By David Pountain
Directed by Jörn Threlfall
Thirteen years after Irreversible and fifteen years after Memento, it’s by now pretty safe to say that the reverse chronology device has lost most of its novelty appeal, meaning that any filmmaker who chooses to tell their story backwards had better have some damn good reasons for it. Enter Over, a haunting new short from Jörn Threlfall that uses the technique, not as a central gimmick, but as a means to some disquieting ends. Consisting largely of just nine wide shots and set across a single day, the film depicts the aftermath of a neighbourhood death as the body is carted away, the scene is investigated and the authorities discretely clear out, leaving behind nothing but a bunch of flowers lying by the road. By placing these shots in reverse order, Threlfall allows the tension to build across a day of dwindling eventfulness as the primary questions emerge of who this person was and how they died. For the most part, the pensively still camera keeps at an unobtrusive distance from the proceedings as they play out in an eerily quiet London street, implicating the audience as a vaguely curious neighbour to the events.
The most visually busy shots come in the middle of the film where the numerous goings on with the police grant the viewer various options for which parts of the screen to focus on. But it’s also this section that sees Over break from its rigid style in favour of visual directness as brief cuts are made to the dead person’s possessions which have been taken into evidence. These items – from the individual’s coat to their shoes to their pocket sweets – are given new poignancy by the film’s structure. The reverse chronology allows the details of the deceased individual to accumulate the closer we get to their death, which, when the ‘correct’ order of events is considered, suggests our knowledge and memories of the person quickly fading away over a short period after their passing.

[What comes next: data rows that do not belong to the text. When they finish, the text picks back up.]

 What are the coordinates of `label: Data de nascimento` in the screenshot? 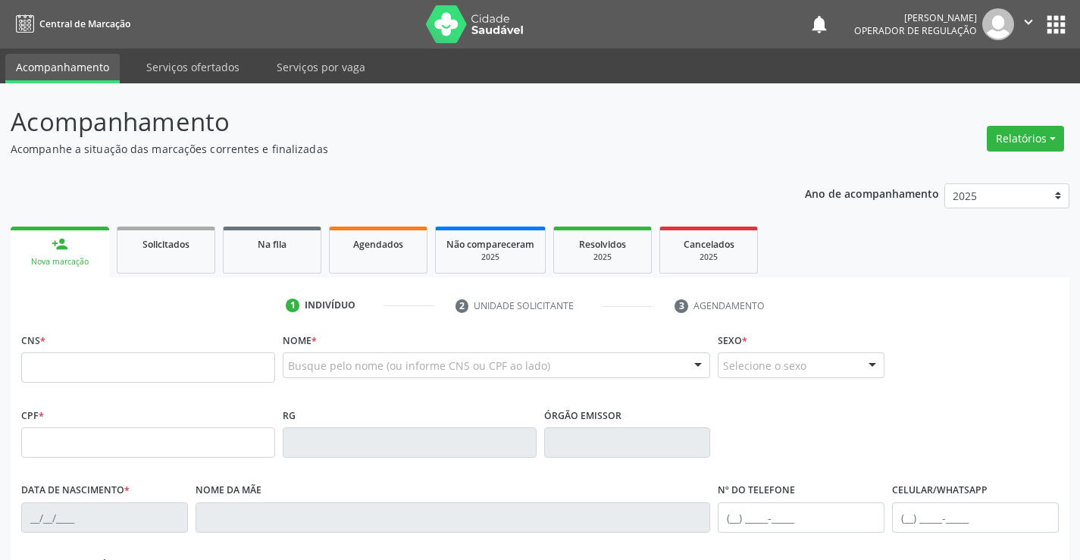 It's located at (75, 490).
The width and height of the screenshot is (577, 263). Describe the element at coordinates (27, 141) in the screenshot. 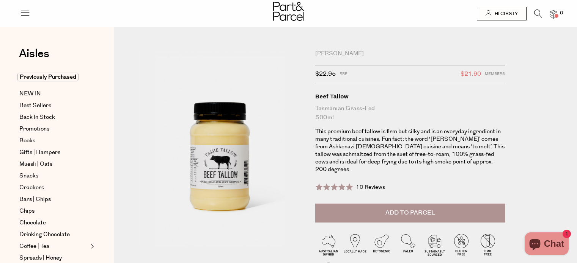

I see `span: Books` at that location.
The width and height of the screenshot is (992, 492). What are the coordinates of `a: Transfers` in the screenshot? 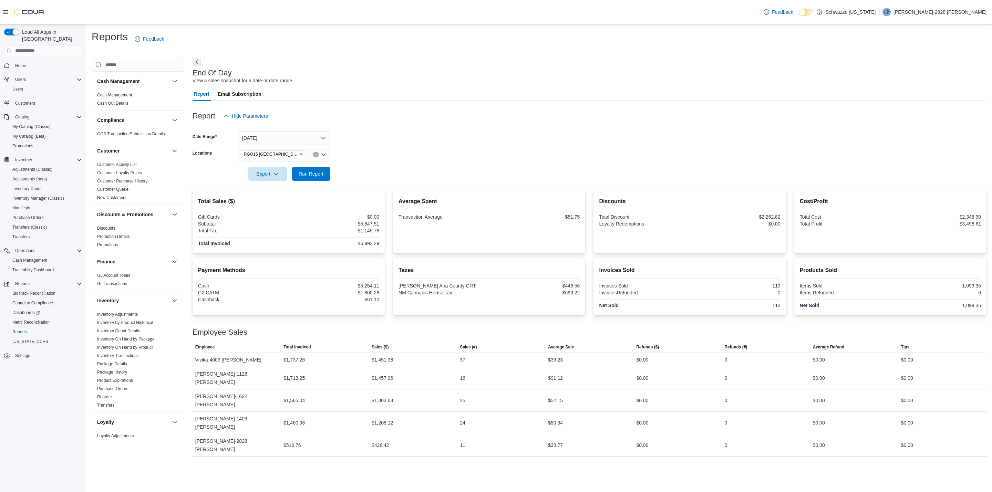 It's located at (106, 406).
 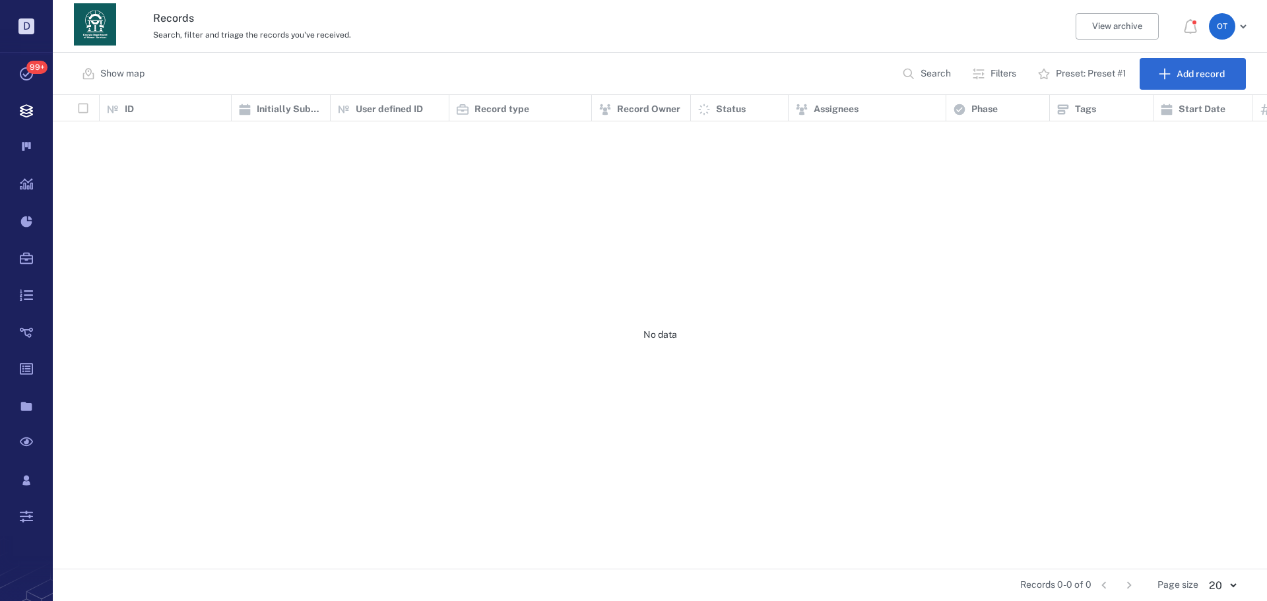 What do you see at coordinates (1178, 585) in the screenshot?
I see `span: Page size` at bounding box center [1178, 585].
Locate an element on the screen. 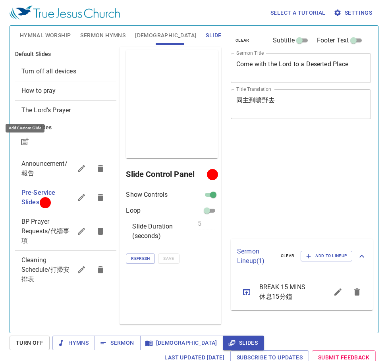 The height and width of the screenshot is (361, 388). h6: Slide Control Panel is located at coordinates (167, 174).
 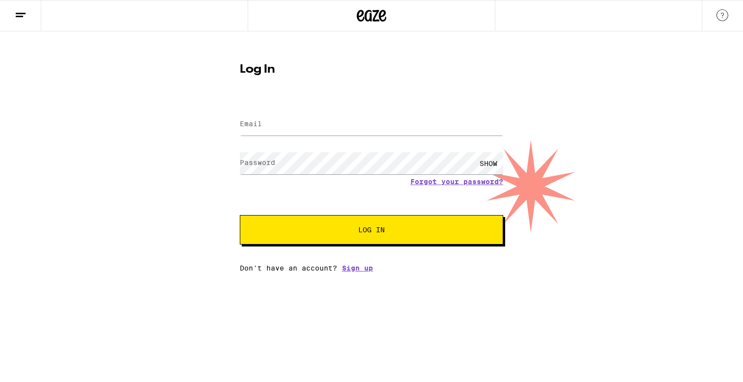 I want to click on label: Email, so click(x=251, y=124).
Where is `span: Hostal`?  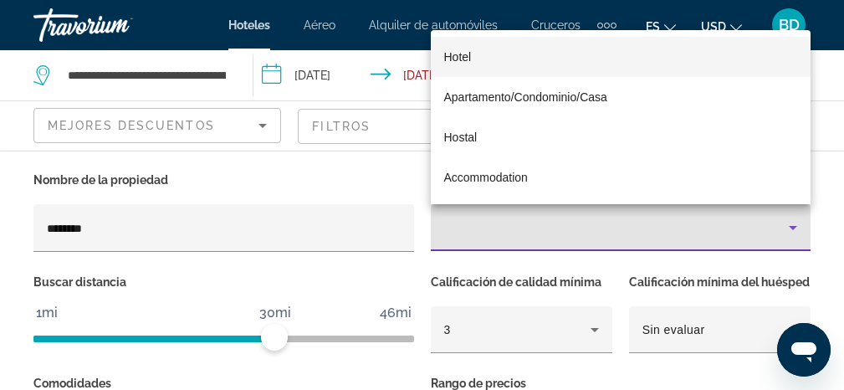
span: Hostal is located at coordinates (461, 137).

When Over finally reveals the misfortune that triggers an only mild disruption in its immediate neighbourhood, it’s both a sad end for a life and a deadpan punchline to a grim cosmic joke on how little impact a life can make. It is in this notion that the film’s title – a single word that, in the context of the short, can be read in several ways – finds its most unsettling meaning. It plays on the common fear that, after we’re gone, all evidence of our presence will be lost to time and it will almost be like we never existed – the world, and everyone we knew, will promptly be ‘over’ us.